Public occasion
I don't know that I've ever read much on the scholarly press and academic publishers. It does seem logical to coordinate the publication of academic texts through the institutions since they have the author academics and the body most likely to take an active interest in their work and make the purchase.
I know when I was studying, there were certain texts that were compulsory for that course or subject and others that were "good to have" (rather than waiting to take one of the three or four copies out of the uni library). OpenMind's page on Charles Taylor went down and came back up just as I was readying to write this follow-up post so there too is the advantage of owning a hard copy when there's a deadline looming.
The publishers handling Taylor's work fit the profile: Belknap Press, the larger Harvard University Press; Oxford University Press, Acumen Press and Princeton University Press
I can see the argument forming in people's heads: this rarified environment skews the pitch; the university is bound to publish work by its luminaries and according to the disciplines it teaches, and there is a controlled readership. A professor not only has the books they produce according to their area of interest, published; their tenure ensures that they continue to earn a living regardless of how well those books sell, and the publishers are funded by the institution so it doesn't overly affect them either.
II
If I wanted to know why it was that Dad taught me to use a .22 and let me go hunting by myself once I'd learned, but didn't extend this to the more powerful .303 or a shotgun, I would have been best placed to ask him last year but I was too busy asking the pertinent questions about his history.

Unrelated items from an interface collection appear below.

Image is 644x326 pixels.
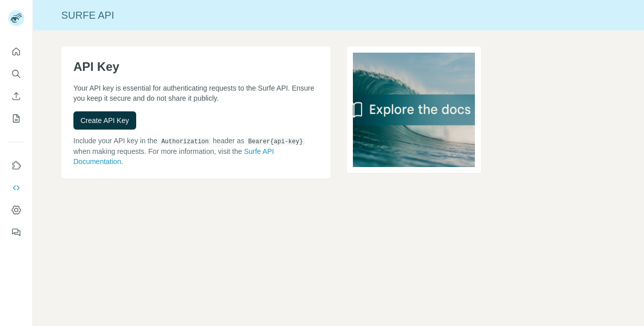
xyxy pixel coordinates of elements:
[73,83,318,103] p: Your API key is essential for authenticating requests to the Surfe API. Ensure you keep it secure...
[73,59,318,75] h1: API Key
[8,224,24,242] button: Feedback
[8,110,24,127] button: My lists
[8,65,24,83] button: Search
[8,43,24,61] button: Quick start
[8,201,24,219] button: Dashboard
[73,111,136,130] button: Create API Key
[160,138,211,145] code: Authorization
[81,115,129,126] span: Create API Key
[33,8,644,23] div: Surfe API
[73,136,318,167] p: Include your API key in the header as when making requests. For more information, visit the .
[246,138,305,145] code: Bearer {api-key}
[8,179,24,197] button: Use Surfe API
[8,87,24,106] button: Enrich CSV
[8,157,24,175] button: Use Surfe on LinkedIn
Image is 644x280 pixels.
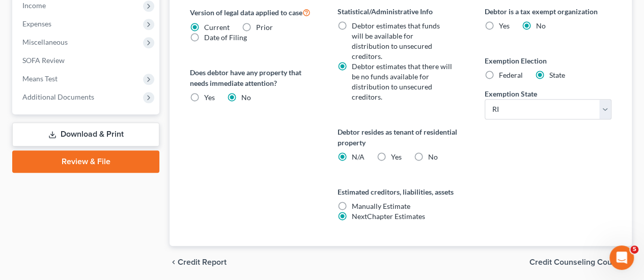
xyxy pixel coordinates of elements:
span: N/A [351,153,364,161]
span: Debtor estimates that funds will be available for distribution to unsecured creditors. [351,22,439,60]
span: Means Test [22,74,57,83]
label: Does debtor have any property that needs immediate attention? [190,67,317,88]
span: Additional Documents [22,92,94,102]
span: Date of Filing [204,33,247,42]
label: Exemption State [485,88,537,99]
label: Debtor is a tax exempt organization [485,6,612,17]
a: SOFA Review [14,51,159,70]
span: Yes [204,93,215,102]
label: Exemption Election [485,55,612,66]
label: Debtor resides as tenant of residential property [337,127,464,148]
span: Debtor estimates that there will be no funds available for distribution to unsecured creditors. [351,62,452,102]
span: Credit Counseling Course [530,258,624,267]
span: SOFA Review [22,56,64,64]
span: Federal [499,71,523,79]
button: Credit Counseling Course chevron_right [530,258,632,267]
span: Prior [256,23,273,31]
label: Statistical/Administrative Info [337,6,464,17]
span: Credit Report [178,258,226,267]
span: No [427,153,437,161]
span: No [536,22,546,30]
a: Review & File [12,150,159,173]
span: State [549,71,566,79]
span: Yes [499,22,509,30]
span: Yes [390,153,402,161]
label: Version of legal data applied to case [190,6,317,18]
span: Current [204,23,230,31]
span: Income [22,1,46,10]
span: 5 [631,246,638,254]
a: Download & Print [12,122,159,146]
span: Expenses [22,20,51,28]
label: Estimated creditors, liabilities, assets [337,187,464,197]
i: chevron_left [170,258,178,267]
span: NextChapter Estimates [351,212,425,220]
iframe: Intercom live chat [610,246,634,270]
span: Manually Estimate [351,202,410,211]
span: Miscellaneous [22,38,68,46]
button: chevron_left Credit Report [170,258,226,267]
span: No [241,93,251,102]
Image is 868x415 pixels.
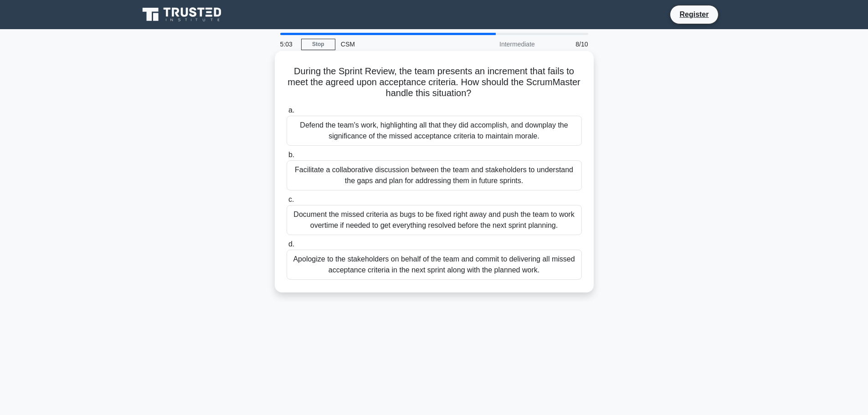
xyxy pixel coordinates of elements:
a: Stop [301,39,335,50]
div: 5:03 [275,35,301,53]
div: Document the missed criteria as bugs to be fixed right away and push the team to work overtime if... [286,205,582,235]
span: d. [289,240,294,248]
div: CSM [335,35,461,53]
div: Defend the team's work, highlighting all that they did accomplish, and downplay the significance ... [286,115,582,146]
h5: During the Sprint Review, the team presents an increment that fails to meet the agreed upon accep... [286,66,583,99]
div: Facilitate a collaborative discussion between the team and stakeholders to understand the gaps an... [286,160,582,190]
span: b. [289,151,294,158]
span: a. [289,106,294,114]
div: 8/10 [540,35,593,53]
span: c. [289,195,294,203]
div: Intermediate [461,35,540,53]
a: Register [674,8,714,20]
div: Apologize to the stakeholders on behalf of the team and commit to delivering all missed acceptanc... [286,249,582,279]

This would be where a reference or non-fiction work on firearms and children or access to firearms in Australia might fill in some gaps. If a publisher isn't in-house and/or doesn't have a ready market, they have to trust that there will be the readership. This explains why there's a common author complaint about having their manuscript rejected. It may be that the publisher considers that novel from a first person perspective of a boy out in the bush making up stories in his head is both a good idea and well written but just doesn't think there will the interest to recoup their investment. A short story taking place around a 'wood heap' has to likewise negotiate themes - particularly, how will it fit in a collection?